Hist. xix. 477.
[564]
'Yet hope not life from grief or danger free, Nor think the doom of man reversed for thee.'
Line 154.
[565] See ante, ii. 168. Boswell, when a widower, wrote to Temple of a lady whom he seemed not unwilling to marry:--'She is about seven-and-twenty, and he [Sir William Scott] tells me lively and gay-- a Ranelagh girl--but of excellent principles, insomuch that she reads prayers to the servants in her father's family every Sunday evening.' Letters of Boswell, p. 336.
[566] Pope mentions [Dunciad, iv. 342],
'Stretch'd on the rack of a too easy chair.'
But I recollect a couplet quite apposite to my subject in Virtue an Ethick Epistle, a beautiful and instructive poem, by an anonymous writer, in 1758; who, treating of pleasure in excess, says:--
'Till languor, suffering on the rack of bliss, Confess that man was never made for this.' BOSWELL.
[567] See post, June 12, 1784.
[568] See ante, p. 86.
[569] 'For I bear them record that they have a zeal of God, but not according to knowledge.' Romans, x. 2.
[570] Horace Walpole wrote:--'Feb. 17, 1773. Caribs, black Caribs, have no representatives in Parliament; they have no agent but God, and he is seldom called to the bar of the House to defend their cause.' Walpole's Letters, v. 438. 'Feb. 14, 1774. 'If all the black slaves were in rebellion, I should have no doubt in choosing my side, but I scarce wish perfect freedom to merchants who are the bloodiest of all tyrants. I should think the souls of the Africans would sit heavy on the swords of the Americans.' Ib. vi. 60.
[571] See ante, ii. 27, 312.
[572] 'We are told that the subjection of Americans may tend to the diminution of our own liberties; an event which none but very perspicacious politicians are able to foresee. If slavery be thus fatally contagious, how is it that we hear,' etc. Works, vi. 262. In his Life of Milton (ib. vii. 116) he says:--'It has been observed that they who most loudly clamour for liberty do not most liberally grant it.'
[573] See page 76 of this volume. BOSWELL.

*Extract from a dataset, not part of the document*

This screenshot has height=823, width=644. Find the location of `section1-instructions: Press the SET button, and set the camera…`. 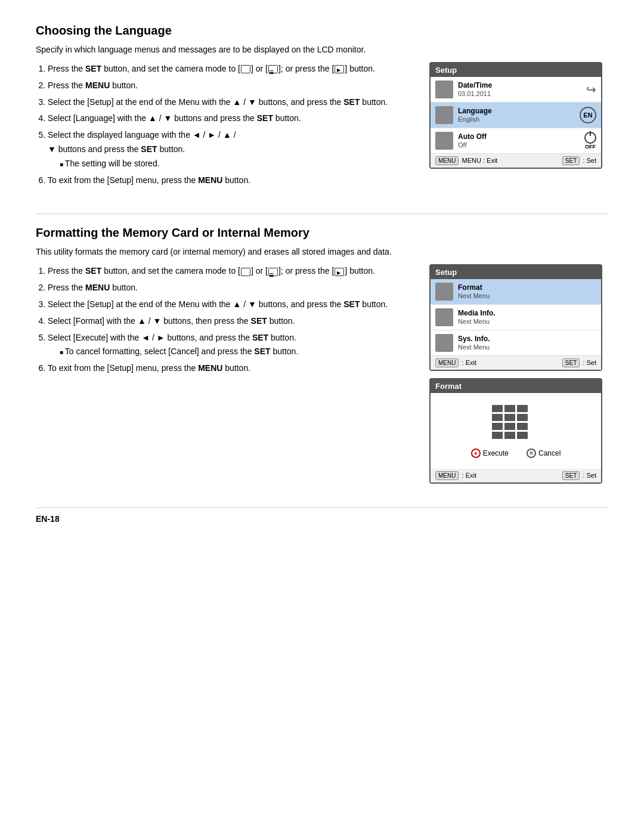

section1-instructions: Press the SET button, and set the camera… is located at coordinates (224, 126).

[574] The address was delivered on May 23, 1770. The editor of Rogers's Table Talk quotes, on p. 129, Mr. Maltby, the friend of Rogers, who says:--'Dr. C. Burney assured me that Beckford did not utter one syllable of the speech--that it was wholly the invention of Horne Tooke. Being very intimate with Tooke, I questioned him on the subject. "What Burney states," he said, "is true. I saw Beckford just after he came from St. James's. I asked him what he had said to the King; and he replied, that he had been so confused, he scarcely knew what he had said. But, cried I, your speech must be sent to the papers; I'll write it for you. I did so immediately, and it was printed forthwith."' Tooke gave the same account to Isaac Reed. Walpole's Letters, v. 238, note. Stephens (Life of Horne Tooke, i. 155-8) says, that the King's answer had been anticipated and that Horne had suggested the idea of a reply. Stephens continues:--'The speech in reply, as Mr. Horne lately acknowledged to me, was his composition.' Stephens does not seem to have heard the story that Beckford did not deliver the reply. He says that Horne inserted the account in the newspapers. 'No one,' he continues, 'was better calculated to give copies of those harangues than the person who had furnished the originals; and as to the occurrences at St. James's, he was enabled to detail the particulars from the lips of the members of the deputation.' Alderman Townshend assured Lord Chatham that Beckford did deliver the speech. Chatham Corres. iii. 460. Horne Tooke's word is not worth much. He did not resign his living till more than seven years after he wrote to Wilkes:--'It is true I have suffered the infectious hand of a bishop to be waved over me; whose imposition, like the sop given to Judas, is only a signal for the devil to enter.' Stephens's Horne Tooke, i. 76. Beckford, dying in his Mayoralty, is oddly connected with Chatterton. 'Chatterton had written a political essay for The North Briton, which, though accepted, was not printed on account of Lord Mayor Beckford's death. The patriot thus calculated the death of his great patron:--
L s. d. Lost by his death in this Essay 1 11 6 Gained in Elegies L2.2 in Essays L3.3 ---- 5 5 0 ------------- Am glad he is dead by L3 13 6
D'Israeli's Calamities of Authors, i. 54.
[575] At the time that Johnson wrote this there were serfs in Scotland. An Act passed in 1775 (15 Geo. III. c. 22) contains the following preamble:--'Whereas by the law of Scotland, as explained by the judges of the courts of law there, many colliers and salters are in a state of slavery and bondage, bound to the collieries or saltworks where they work for life, transferable with the coalwork and salteries,' etc. The Act was ineffectual in giving relief, and in 1779 by 39 Geo. III. c.